Humza Yousaf has resigned as Scotland’s first minister—just three days after saying he intended “absolutely to fight” for his position, and talked of “winning.”
The leader of the hard-left Scottish National Party (SNP) laid the seeds of his own demise last week after he ended the governing coalition deal between his party and the Scottish Greens—an agreement he previously described as “worth its weight in gold.”
Yousaf jumped out of this coalition before the Greens had the chance to vote on ending it themselves. He has now jumped from his position as first minister rather than give Scottish politicians the joy of booting him out of office via a vote of no confidence which was tabled following the government’s (self-inflicted) breakdown.
Former SNP leader and Scottish First Minister Alex Salmond, who is now leader of the pro-independence Alba Party, says that Yousaf, who has been in office for 13 months, will be remembered as “Humza the Brief.”
It is likely that he would much rather be forgotten about altogether, rather than be remembered for the unworkable—yet still unmistakably draconian—Hate Crime and Public Order Act which has dominated both the Scottish and wider UK press in recent weeks.
Had Yousaf decided to fight the votes of confidence this week, it is understood that he would have needed to secure the support of Alba MSP Ash Regan. Salmond, her boss, said that in order for such support to be given, the SNP would have to commit to stepping away from “identity politics” and engage with the “people’s priorities”—such as health, housing, education and industry—instead.
Indeed, journalist Brendan O’Neill wrote in Spiked that Yousaf’s “pompous disdain” for Scots, coupled with his being “beholden to the ideology of woke,” made him “everything that’s wrong with modern politics.”
Joseph Dinnage, the deputy editor of CapX, added that Yousaf’s “lack of judgment, foresight and frankly, grace should go down in politics textbooks as a case study for how not to govern.”
Yousaf told reporters at midday that he had decided to resign “after spending the weekend reflecting on what is best for my party, for the government and for the country I lead.” His opponents will not, however, have been overly pleased to learn that he will remain in office while the SNP carries out a full leadership election.
In a (not-so) final rebuke to his critics, Yousaf celebrated the fact “we now live in a UK that has a British-Hindu prime minister, a Muslim mayor of London, a black Welsh first minister and, for a little while longer, a Scotts-Asian first minister,” which he said proves that multiculturalism has been a success.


**WHAT YOU SHOULD DO**
The output should be every line below that includes the word "diagram".

RECORD EXCERPTS Start Marker

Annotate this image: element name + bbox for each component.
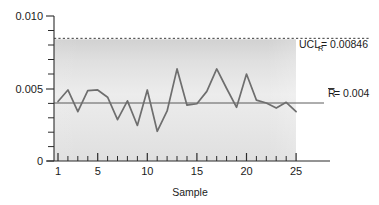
- x-axis-title: Sample: [172, 186, 208, 198]
- x-tick-label-1: 1: [55, 165, 61, 177]
- y-tick-label-2: 0: [37, 155, 43, 167]
- x-tick-label-25: 25: [290, 165, 302, 177]
- chart-canvas: 0.010 0.005 0: [0, 0, 379, 205]
- ucl-label-value: = 0.00846: [321, 38, 368, 50]
- x-tick-label-10: 10: [141, 165, 153, 177]
- y-tick-label-1: 0.005: [15, 83, 43, 95]
- rbar-label-value: = 0.004: [334, 87, 369, 99]
- x-tick-label-20: 20: [240, 165, 252, 177]
- y-tick-label-0: 0.010: [15, 10, 43, 22]
- x-tick-label-5: 5: [95, 165, 101, 177]
- x-tick-label-15: 15: [191, 165, 203, 177]
- r-control-chart: 0.010 0.005 0: [0, 0, 379, 205]
- plot-shaded-band-highlight: [54, 39, 296, 161]
- rbar-annotation: R = 0.004: [328, 87, 369, 99]
- ucl-annotation: UCL R = 0.00846: [299, 38, 368, 53]
- ucl-label-main: UCL: [299, 38, 320, 50]
- y-major-ticks: [46, 16, 54, 161]
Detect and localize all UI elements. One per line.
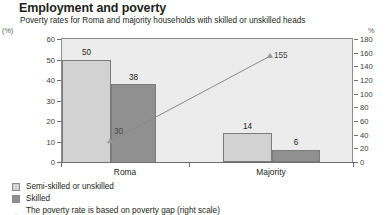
right-axis-tick-label-120: 120 — [360, 76, 373, 85]
left-axis-unit-label: (%) — [2, 26, 13, 35]
right-axis-tick-label-160: 160 — [360, 49, 373, 58]
legend-swatch-dark-gray-square-icon — [12, 195, 20, 203]
legend-item-poverty-gap[interactable]: The poverty rate is based on poverty gap… — [12, 206, 387, 215]
right-axis-tick-label-60: 60 — [360, 117, 368, 126]
right-axis-tick — [354, 148, 358, 149]
poverty-gap-line-series — [61, 39, 353, 162]
legend-label-poverty-gap: The poverty rate is based on poverty gap… — [26, 206, 220, 215]
right-axis-tick — [354, 53, 358, 54]
left-axis-tick-label-10: 10 — [47, 138, 55, 147]
x-axis-baseline — [61, 162, 353, 163]
right-axis-tick — [354, 94, 358, 95]
left-axis-tick-label-20: 20 — [47, 117, 55, 126]
poverty-gap-line — [110, 56, 270, 141]
right-axis-tick — [354, 66, 358, 67]
right-axis-tick — [354, 162, 358, 163]
x-axis-end-tick — [353, 162, 354, 167]
legend-label-semi-skilled: Semi-skilled or unskilled — [26, 182, 114, 192]
chart-subtitle: Poverty rates for Roma and majority hous… — [20, 16, 305, 25]
right-axis-tick — [354, 107, 358, 108]
right-axis-tick — [354, 39, 358, 40]
legend-item-semi-skilled[interactable]: Semi-skilled or unskilled — [12, 182, 387, 193]
right-axis-unit-label: % — [368, 26, 374, 35]
category-label-majority: Majority — [189, 167, 353, 177]
right-axis-tick-label-20: 20 — [360, 144, 368, 153]
right-axis-tick-label-40: 40 — [360, 131, 368, 140]
category-label-roma: Roma — [61, 167, 189, 177]
left-axis-tick-label-60: 60 — [47, 35, 55, 44]
legend-label-skilled: Skilled — [26, 194, 50, 204]
legend-line-triangle-marker-icon — [12, 207, 20, 215]
right-axis-tick-label-0: 0 — [360, 158, 364, 167]
left-axis-tick-label-30: 30 — [47, 97, 55, 106]
right-axis-tick-label-100: 100 — [360, 90, 373, 99]
line-value-roma: 30 — [114, 127, 123, 136]
right-axis-tick-label-140: 140 — [360, 62, 373, 71]
right-axis-tick — [354, 135, 358, 136]
right-axis-tick — [354, 121, 358, 122]
chart-container: Employment and poverty Poverty rates for… — [0, 0, 387, 215]
right-axis-tick-label-80: 80 — [360, 103, 368, 112]
chart-legend: Semi-skilled or unskilled Skilled The po… — [12, 182, 387, 215]
right-axis-tick — [354, 80, 358, 81]
chart-title: Employment and poverty — [19, 1, 166, 15]
left-axis-tick-label-40: 40 — [47, 76, 55, 85]
legend-item-skilled[interactable]: Skilled — [12, 194, 387, 205]
legend-swatch-light-gray-square-icon — [12, 183, 20, 191]
right-axis-tick-label-180: 180 — [360, 35, 373, 44]
left-axis-tick-label-0: 0 — [51, 158, 55, 167]
left-axis-tick-label-50: 50 — [47, 56, 55, 65]
line-value-majority: 155 — [274, 51, 288, 60]
triangle-marker-icon — [267, 53, 273, 58]
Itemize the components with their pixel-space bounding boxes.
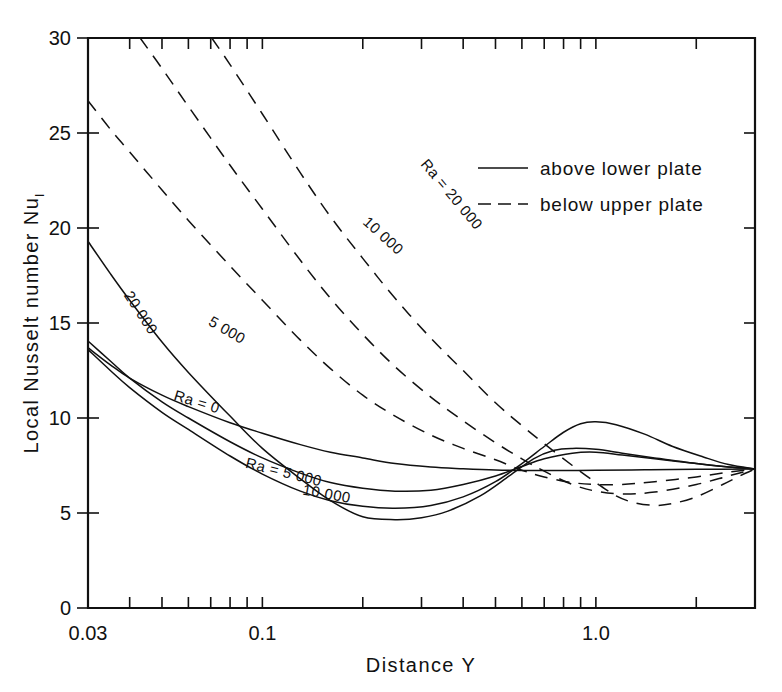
curve-label-ra-=-20-000: 20 000 — [121, 288, 162, 338]
curve-ra-=-10-000 — [88, 350, 755, 509]
nusselt-number-chart: 0.030.11.0051015202530 Ra = 0Ra = 5 0001… — [0, 0, 782, 692]
x-tick-label: 1.0 — [582, 622, 610, 644]
curve-label-ra-=-5-000-upper: 5 000 — [206, 312, 249, 346]
y-tick-label: 5 — [60, 502, 71, 524]
curve-ra-=-20-000 — [88, 241, 755, 519]
y-tick-label: 20 — [49, 217, 71, 239]
plot-frame — [88, 38, 755, 608]
x-tick-label: 0.1 — [248, 622, 276, 644]
curve-labels-layer: Ra = 0Ra = 5 00010 00020 0005 00010 000R… — [121, 155, 486, 505]
x-axis-title: Distance Y — [366, 654, 476, 676]
y-tick-label: 0 — [60, 597, 71, 619]
y-tick-label: 25 — [49, 122, 71, 144]
axis-tick-labels-layer: 0.030.11.0051015202530 — [49, 27, 610, 644]
axis-ticks-layer — [77, 38, 755, 608]
curve-ra-=-10-000-upper — [140, 38, 755, 494]
curve-ra-=-0 — [88, 348, 755, 471]
x-tick-label: 0.03 — [69, 622, 108, 644]
curve-label-ra-=-20-000-upper: Ra = 20 000 — [418, 155, 487, 232]
y-tick-label: 30 — [49, 27, 71, 49]
y-axis-title: Local Nusselt number Nul — [20, 192, 47, 453]
curve-label-ra-=-10-000-upper: 10 000 — [360, 213, 407, 258]
curve-label-ra-=-10-000: 10 000 — [302, 481, 352, 506]
figure-container: 0.030.11.0051015202530 Ra = 0Ra = 5 0001… — [0, 0, 782, 692]
axes-layer — [88, 38, 755, 608]
curves-layer — [88, 38, 755, 520]
legend-label-below-upper-plate: below upper plate — [540, 194, 704, 215]
legend-label-above-lower-plate: above lower plate — [540, 158, 703, 179]
y-tick-label: 15 — [49, 312, 71, 334]
curve-label-ra-=-0: Ra = 0 — [172, 386, 222, 416]
y-tick-label: 10 — [49, 407, 71, 429]
curve-ra-=-5-000 — [88, 341, 755, 491]
chart-legend: above lower plate below upper plate — [478, 158, 704, 215]
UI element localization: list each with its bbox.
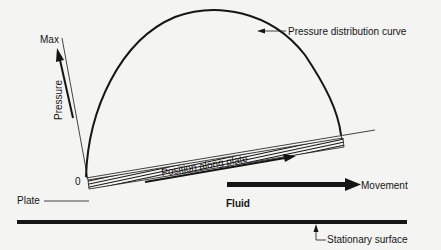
plate-label: Plate — [17, 195, 40, 206]
movement-label: Movement — [361, 180, 408, 191]
stationary-leader — [314, 224, 327, 240]
pressure-axis — [62, 38, 88, 180]
stationary-surface — [17, 220, 407, 224]
max-label: Max — [40, 34, 59, 45]
curve-label: Pressure distribution curve — [288, 26, 407, 37]
position-label: Position along plate — [161, 153, 249, 178]
position-baseline — [86, 130, 375, 178]
fluid-label: Fluid — [226, 198, 250, 209]
pressure-distribution-diagram: Max Pressure 0 Pressure distribution cur… — [0, 0, 441, 250]
origin-label: 0 — [75, 176, 81, 187]
pressure-label: Pressure — [53, 80, 64, 120]
stationary-label: Stationary surface — [327, 234, 408, 245]
movement-arrow — [227, 178, 361, 191]
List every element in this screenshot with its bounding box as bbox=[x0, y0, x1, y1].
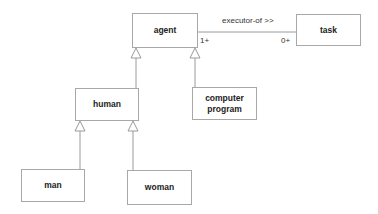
generalization-arrow-icon bbox=[131, 48, 141, 58]
target-multiplicity: 0+ bbox=[281, 36, 290, 45]
class-name-line2: program bbox=[207, 104, 241, 115]
class-name: woman bbox=[145, 182, 174, 193]
class-name: human bbox=[93, 99, 121, 110]
association-name: executor-of >> bbox=[222, 16, 274, 25]
class-box-human[interactable]: human bbox=[75, 88, 139, 121]
class-box-agent[interactable]: agent bbox=[132, 13, 198, 48]
class-name: task bbox=[320, 25, 337, 36]
class-name: agent bbox=[154, 25, 177, 36]
class-name-line1: computer bbox=[205, 93, 244, 104]
generalization-arrow-icon bbox=[75, 121, 85, 131]
class-box-woman[interactable]: woman bbox=[127, 170, 192, 205]
class-box-computer-program[interactable]: computer program bbox=[192, 87, 257, 120]
class-box-man[interactable]: man bbox=[21, 169, 85, 202]
generalization-arrow-icon bbox=[128, 121, 138, 131]
uml-diagram: agent task human computer program man wo… bbox=[0, 0, 378, 214]
source-multiplicity: 1+ bbox=[200, 36, 209, 45]
class-name: man bbox=[44, 180, 61, 191]
generalization-arrow-icon bbox=[190, 48, 200, 58]
class-box-task[interactable]: task bbox=[296, 14, 361, 46]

RECORD EXCERPTS End Marker

**EXERCISE RESULT**
pressure-distribution-diagram: Max Pressure 0 Pressure distribution cur… — [0, 0, 441, 250]
uml-diagram: agent task human computer program man wo… bbox=[0, 0, 378, 214]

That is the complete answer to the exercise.